Dewey Amos Jones III
Dewey Jones spent 20 years in prison for a murder he did not commit.
Dewey was convicted in 1995 of killing 71-year-old Neal Rankin, who was shot in the head twice at close range in 1993. He was sentenced to life imprisonment.
In 2008, The Columbus Dispatch published a series of articles entitled “Test of Convictions,” which examined Ohio’s evidence-retention and DNA testing policies. Dewey’s case was among those described in the article, and the Ohio Innocence Project filed a motion for DNA testing in Dewey’s case.
DNA tests were conducted on a piece of rope used to bind Rankin’s wrists, a knife, and pieces of Mr. Rankin’s shirtsleeves. In April 2012, the tests identified a partial male DNA profile that was neither Dewey’s nor Mr. Rankin’s. Three months later, on a motion brought by OIP, Summit County Common Pleas Judge Mary Margaret Rowlands vacated Dewey’s conviction and ordered a new trial. The prosecution appealed, but the appeal was denied in the fall of 2013.
On December 13, 2013, Dewey was released on bond. On January 30, 2014, the prosecution dismissed the charges.
Dewey’s family suffered during his imprisonment, which took him away from his eight children, all of whom were less than 10 years old when he was arrested. The children were placed in foster care, and one died while Dewey was imprisoned. But Dewey moved forward with life. At his baptism after his release, he stated “To me, this is a new beginning. This is like the start of my life—that they’d taken from me before.”
Dewey continued to live in freedom in the Akron area until his death in 2021 at the age of 59.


Please, could you print all the lines below exactly, leaving out the pictures?

■ Task data
* * *

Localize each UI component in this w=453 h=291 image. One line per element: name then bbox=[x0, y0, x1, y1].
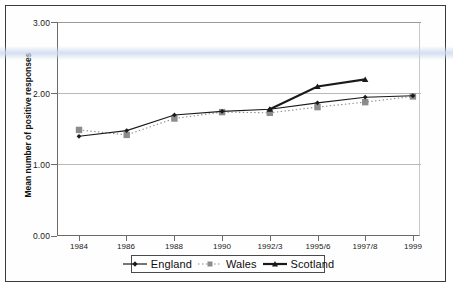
scotland-line-marker-icon bbox=[262, 259, 288, 269]
series-layer bbox=[0, 0, 453, 291]
legend-label-england: England bbox=[151, 258, 192, 270]
data-point bbox=[77, 134, 82, 139]
data-point bbox=[362, 99, 368, 105]
chart-figure: Mean number of positive responses 3.00 2… bbox=[0, 0, 453, 291]
data-point bbox=[76, 127, 82, 133]
legend-label-scotland: Scotland bbox=[291, 258, 335, 270]
legend-item-england[interactable]: England bbox=[122, 258, 192, 270]
legend-item-wales[interactable]: Wales bbox=[197, 258, 257, 270]
legend-item-scotland[interactable]: Scotland bbox=[262, 258, 335, 270]
legend-label-wales: Wales bbox=[226, 258, 257, 270]
chart-legend: England Wales Scotland bbox=[131, 255, 325, 273]
data-point bbox=[363, 95, 368, 100]
wales-line-marker-icon bbox=[197, 259, 223, 269]
england-line-marker-icon bbox=[122, 259, 148, 269]
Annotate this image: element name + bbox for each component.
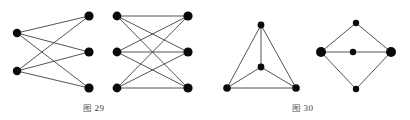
graph-vertex — [13, 29, 21, 37]
graph-vertex — [183, 11, 192, 20]
caption-number-29: 29 — [95, 103, 105, 113]
graph-complete-bipartite-k23 — [13, 11, 94, 92]
graph-edge — [321, 23, 356, 52]
graph-vertex — [13, 67, 21, 75]
graph-complete-graph-k4-planar — [223, 22, 300, 92]
graph-vertex — [183, 47, 192, 56]
graph-vertex — [258, 64, 265, 71]
graph-vertex — [350, 49, 356, 55]
caption-number-30: 30 — [304, 103, 314, 113]
graph-vertex — [113, 48, 122, 57]
graph-edge — [17, 33, 89, 52]
figure-panel: 图29 图30 — [0, 0, 410, 120]
graph-diagram-canvas — [0, 0, 410, 120]
graph-vertex — [183, 83, 192, 92]
figure-caption-30: 图30 — [292, 101, 314, 113]
graph-vertex — [113, 84, 122, 93]
caption-cjk-label-29: 图 — [83, 103, 93, 113]
graph-vertex — [84, 47, 93, 56]
graph-vertex — [258, 22, 265, 29]
graph-edge — [356, 23, 391, 52]
graph-vertex — [84, 83, 93, 92]
graph-edge — [17, 52, 89, 71]
graph-vertex — [292, 84, 300, 92]
graph-edge — [227, 67, 261, 88]
graph-edge — [261, 67, 296, 88]
graph-vertex — [316, 47, 326, 57]
graph-diamond-with-center-vertex — [316, 20, 396, 92]
graph-vertex — [386, 47, 396, 57]
graph-vertex — [223, 84, 231, 92]
graph-edge — [227, 25, 261, 88]
graph-edge — [356, 52, 391, 89]
graph-vertex — [113, 12, 122, 21]
graph-edge — [261, 25, 296, 88]
caption-cjk-label-30: 图 — [292, 103, 302, 113]
graph-vertex — [353, 20, 359, 26]
figure-caption-29: 图29 — [83, 101, 105, 113]
graph-complete-bipartite-k33 — [113, 11, 193, 92]
graph-vertex — [353, 86, 359, 92]
graph-vertex — [84, 11, 93, 20]
graph-edge — [321, 52, 356, 89]
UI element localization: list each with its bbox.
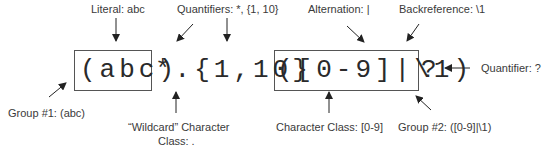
arrow-quantifier-star: [177, 24, 193, 41]
label-group1: Group #1: (abc): [8, 107, 85, 120]
arrow-group2: [416, 96, 431, 110]
arrow-alternation: [347, 26, 364, 42]
label-quantifiers: Quantifiers: *, {1, 10}: [177, 3, 279, 16]
label-backreference: Backreference: \1: [399, 3, 485, 16]
arrow-group1: [49, 83, 66, 97]
label-group2: Group #2: ([0-9]|\1): [398, 121, 491, 134]
regex-tail: ?: [421, 54, 441, 86]
label-literal: Literal: abc: [91, 3, 145, 16]
label-alternation: Alternation: |: [308, 3, 370, 16]
label-wildcard-line2: Class: .: [158, 135, 195, 148]
label-char-class: Character Class: [0-9]: [276, 121, 383, 134]
arrow-backreference: [407, 24, 419, 41]
regex-group2: ([0-9]|\1): [277, 54, 473, 86]
label-quantifier-optional: Quantifier: ?: [481, 62, 541, 75]
label-wildcard-line1: “Wildcard” Character: [128, 121, 229, 134]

* * *

■ Task output
Localize each UI component in this w=453 h=291 image. One line per element: name then bbox=[x0, y0, x1, y1].
scotland-line-marker-icon bbox=[262, 259, 288, 269]
series-layer bbox=[0, 0, 453, 291]
legend-label-england: England bbox=[151, 258, 192, 270]
data-point bbox=[77, 134, 82, 139]
data-point bbox=[362, 99, 368, 105]
chart-figure: Mean number of positive responses 3.00 2… bbox=[0, 0, 453, 291]
data-point bbox=[76, 127, 82, 133]
legend-label-scotland: Scotland bbox=[291, 258, 335, 270]
legend-item-england[interactable]: England bbox=[122, 258, 192, 270]
legend-item-wales[interactable]: Wales bbox=[197, 258, 257, 270]
legend-item-scotland[interactable]: Scotland bbox=[262, 258, 335, 270]
legend-label-wales: Wales bbox=[226, 258, 257, 270]
chart-legend: England Wales Scotland bbox=[131, 255, 325, 273]
data-point bbox=[363, 95, 368, 100]
wales-line-marker-icon bbox=[197, 259, 223, 269]
england-line-marker-icon bbox=[122, 259, 148, 269]
Annotate this image: element name + bbox for each component.
graph-vertex — [13, 29, 21, 37]
graph-vertex — [183, 11, 192, 20]
caption-number-29: 29 — [95, 103, 105, 113]
graph-complete-bipartite-k23 — [13, 11, 94, 92]
graph-edge — [321, 23, 356, 52]
graph-vertex — [13, 67, 21, 75]
graph-complete-graph-k4-planar — [223, 22, 300, 92]
graph-vertex — [183, 47, 192, 56]
graph-vertex — [258, 64, 265, 71]
graph-vertex — [350, 49, 356, 55]
caption-number-30: 30 — [304, 103, 314, 113]
graph-vertex — [113, 48, 122, 57]
graph-edge — [17, 33, 89, 52]
figure-panel: 图29 图30 — [0, 0, 410, 120]
graph-diagram-canvas — [0, 0, 410, 120]
graph-vertex — [183, 83, 192, 92]
figure-caption-30: 图30 — [292, 101, 314, 113]
graph-vertex — [113, 84, 122, 93]
caption-cjk-label-29: 图 — [83, 103, 93, 113]
graph-vertex — [84, 47, 93, 56]
graph-vertex — [258, 22, 265, 29]
graph-edge — [356, 23, 391, 52]
graph-vertex — [84, 83, 93, 92]
graph-edge — [17, 52, 89, 71]
graph-vertex — [292, 84, 300, 92]
graph-edge — [227, 67, 261, 88]
graph-edge — [261, 67, 296, 88]
graph-vertex — [316, 47, 326, 57]
graph-diamond-with-center-vertex — [316, 20, 396, 92]
graph-vertex — [386, 47, 396, 57]
graph-vertex — [223, 84, 231, 92]
graph-edge — [227, 25, 261, 88]
graph-edge — [356, 52, 391, 89]
graph-vertex — [113, 12, 122, 21]
graph-edge — [261, 25, 296, 88]
caption-cjk-label-30: 图 — [292, 103, 302, 113]
graph-vertex — [353, 20, 359, 26]
figure-caption-29: 图29 — [83, 101, 105, 113]
graph-complete-bipartite-k33 — [113, 11, 193, 92]
graph-vertex — [353, 86, 359, 92]
graph-vertex — [84, 11, 93, 20]
graph-edge — [321, 52, 356, 89]
UI element localization: list each with its bbox.
arrow-quantifier-star: [177, 24, 193, 41]
label-group1: Group #1: (abc): [8, 107, 85, 120]
arrow-group2: [416, 96, 431, 110]
arrow-alternation: [347, 26, 364, 42]
label-quantifiers: Quantifiers: *, {1, 10}: [177, 3, 279, 16]
label-backreference: Backreference: \1: [399, 3, 485, 16]
arrow-group1: [49, 83, 66, 97]
label-group2: Group #2: ([0-9]|\1): [398, 121, 491, 134]
regex-tail: ?: [421, 54, 441, 86]
label-literal: Literal: abc: [91, 3, 145, 16]
label-alternation: Alternation: |: [308, 3, 370, 16]
label-wildcard-line2: Class: .: [158, 135, 195, 148]
label-char-class: Character Class: [0-9]: [276, 121, 383, 134]
arrow-backreference: [407, 24, 419, 41]
regex-group2: ([0-9]|\1): [277, 54, 473, 86]
label-quantifier-optional: Quantifier: ?: [481, 62, 541, 75]
label-wildcard-line1: “Wildcard” Character: [128, 121, 229, 134]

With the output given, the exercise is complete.